One realises that one’s time is relative anyway and any universal time is just one’s own will to join a collective agreement that one doesn’t have to abide by. Then one puts this notion aside and prefers not to worry oneself with such things.
Uh. No. In the northern hemisphere, winter is January for centuries and centuries. Almanacs that farmers use also agree with that, so we have food to eat. Reality is much more than just rich first-world comforts. The world is deadly, and we use calendars and time-keeping as a basic survival skill. So basic, you probably don’t even realize it’s there.
There's a difference here between time as a fundamental property of the universe, and "time", which is how we relate a bunch of physical phenomenon to that fundamental force.
That's the primary driver for complexity here. Time as a property is hard to deal with because we take something simple, like how many seconds have passed since some other point in time, and then we have to correlate it to the sun and the moon and how close the Earth is to the sun and what side of the Earth we're on, and etc.
It forces computers to wrap a simple understanding of the passage of time in a lot of context that makes no difference to the computer.
Getting rid of calendaring doesn't imply that no one knows when winter is; winter is still a function of time. It's a pretty simple algorithm to figure out whether a given month is winter or not. It's easy to derive that context from an absolute measurement of time. It's an incredible amount more difficult to go from our calendaring system to any kind of absolute time, because our calendaring is kind of arbitrarily made up to keep things in sync. It bears little semblance to the passage of time, because it's purpose is more about maintaining context (i.e. the sun rises early in the morning, it's winter in January, etc) than actually measuring the passage of time.
I take it you don’t work remotely with a global team or been homeless? I understand your philosophy and largely agree with it. However reality is much more nuanced.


Keeping every word the same, give again only the lines from the one with "Describe the element" through the end of the data, both included, and leave every picture out.

*** Dataset records ***

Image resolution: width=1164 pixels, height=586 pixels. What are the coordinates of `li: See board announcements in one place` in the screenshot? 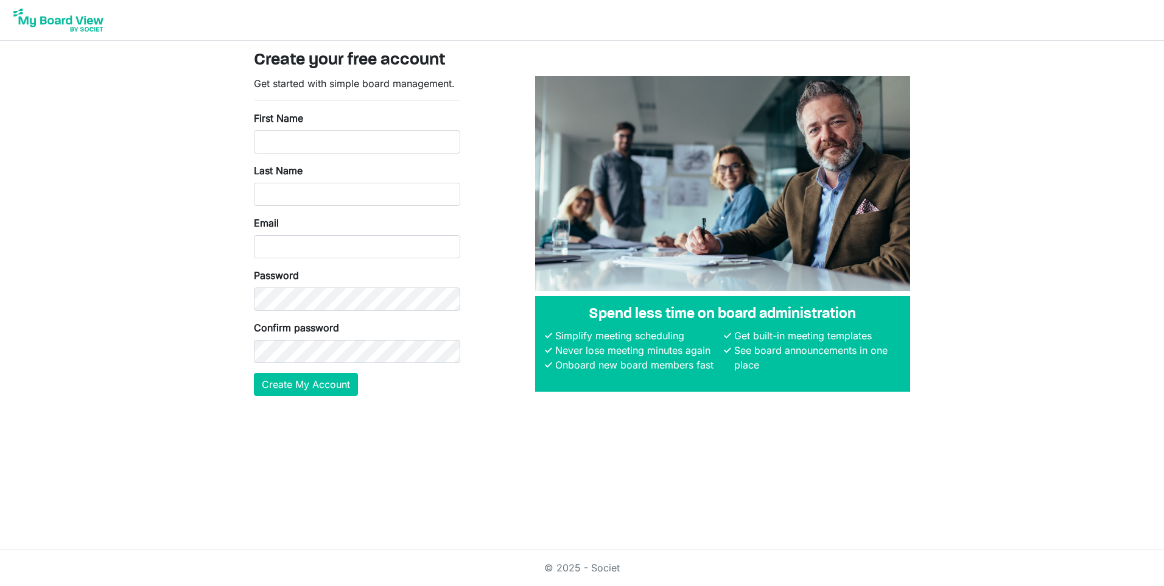 It's located at (816, 357).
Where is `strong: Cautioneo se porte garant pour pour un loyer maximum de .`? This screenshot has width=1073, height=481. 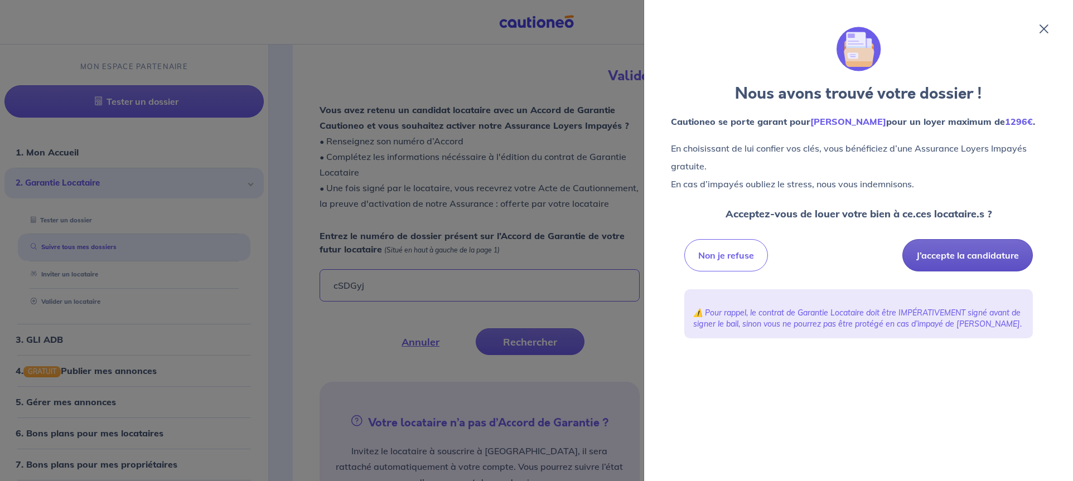 strong: Cautioneo se porte garant pour pour un loyer maximum de . is located at coordinates (852, 122).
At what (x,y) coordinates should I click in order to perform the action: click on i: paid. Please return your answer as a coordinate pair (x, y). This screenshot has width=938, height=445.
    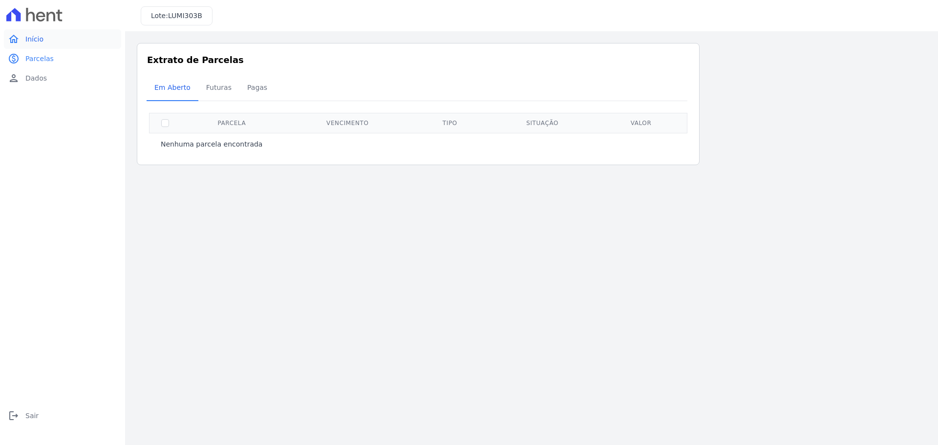
    Looking at the image, I should click on (14, 59).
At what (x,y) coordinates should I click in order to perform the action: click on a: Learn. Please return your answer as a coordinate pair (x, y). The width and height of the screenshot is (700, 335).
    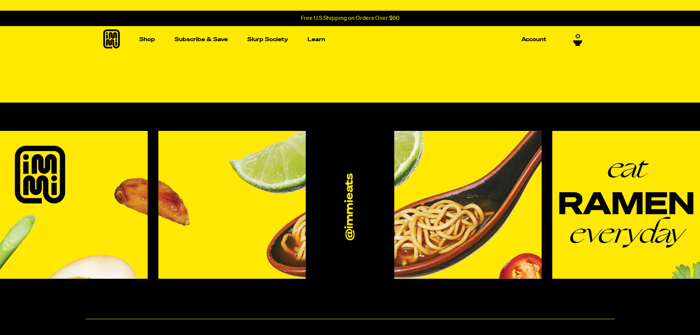
    Looking at the image, I should click on (317, 39).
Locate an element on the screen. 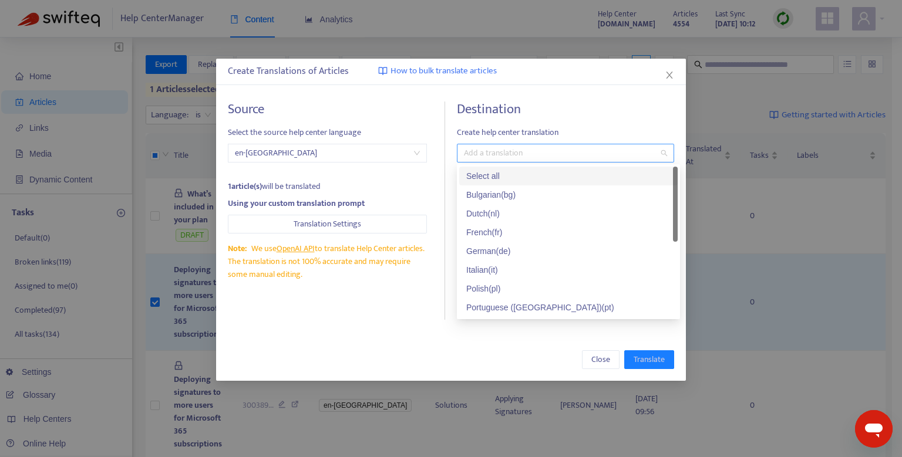 This screenshot has height=457, width=902. h4: Destination is located at coordinates (565, 109).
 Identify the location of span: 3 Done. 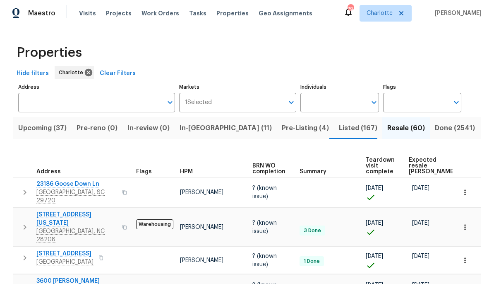
(313, 230).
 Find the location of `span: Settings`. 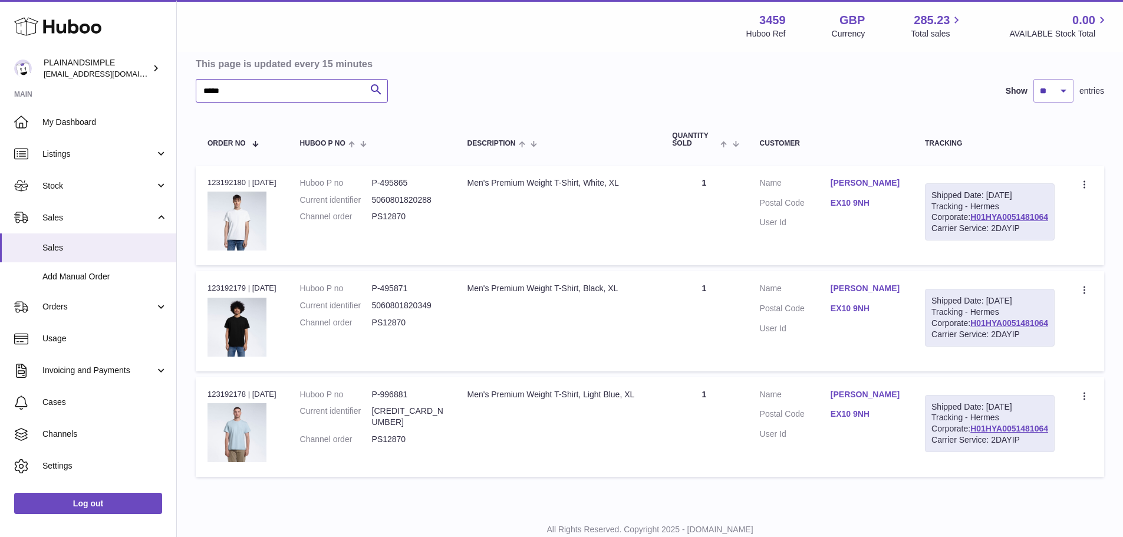

span: Settings is located at coordinates (105, 466).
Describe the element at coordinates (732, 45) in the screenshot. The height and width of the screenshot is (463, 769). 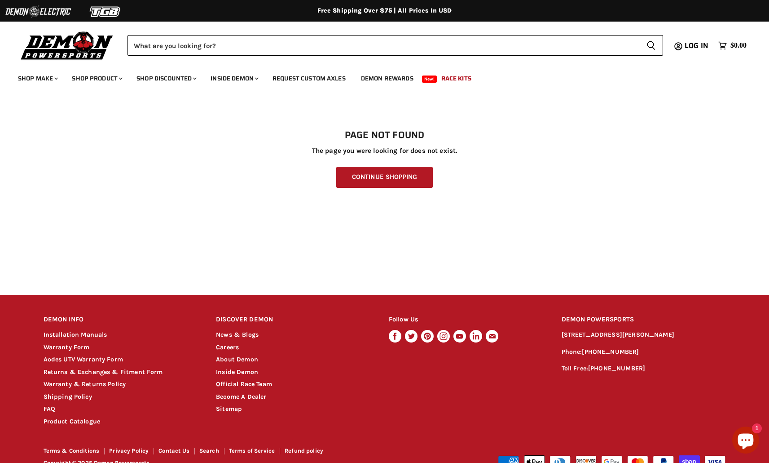
I see `a: $0.00` at that location.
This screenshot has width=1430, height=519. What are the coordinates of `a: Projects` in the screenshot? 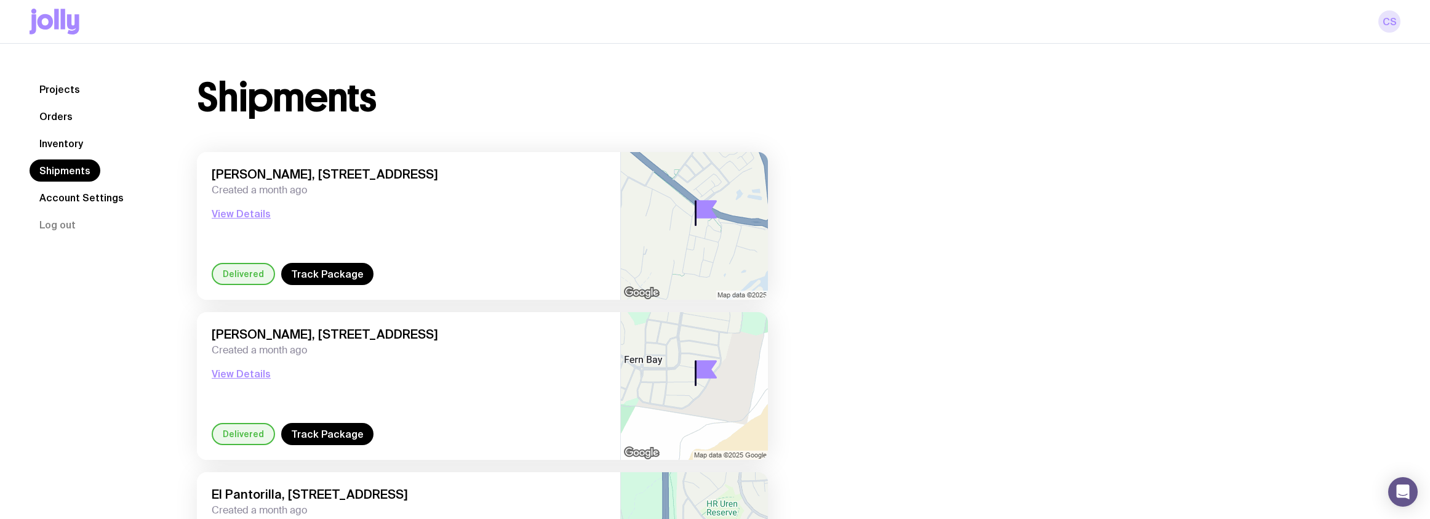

*** End of Dataset records ***

* **Exercise answer**
Describe the element at coordinates (732, 45) in the screenshot. The height and width of the screenshot is (463, 769). 
I see `a: $0.00` at that location.
This screenshot has width=1430, height=519. What are the coordinates of `a: Projects` in the screenshot? 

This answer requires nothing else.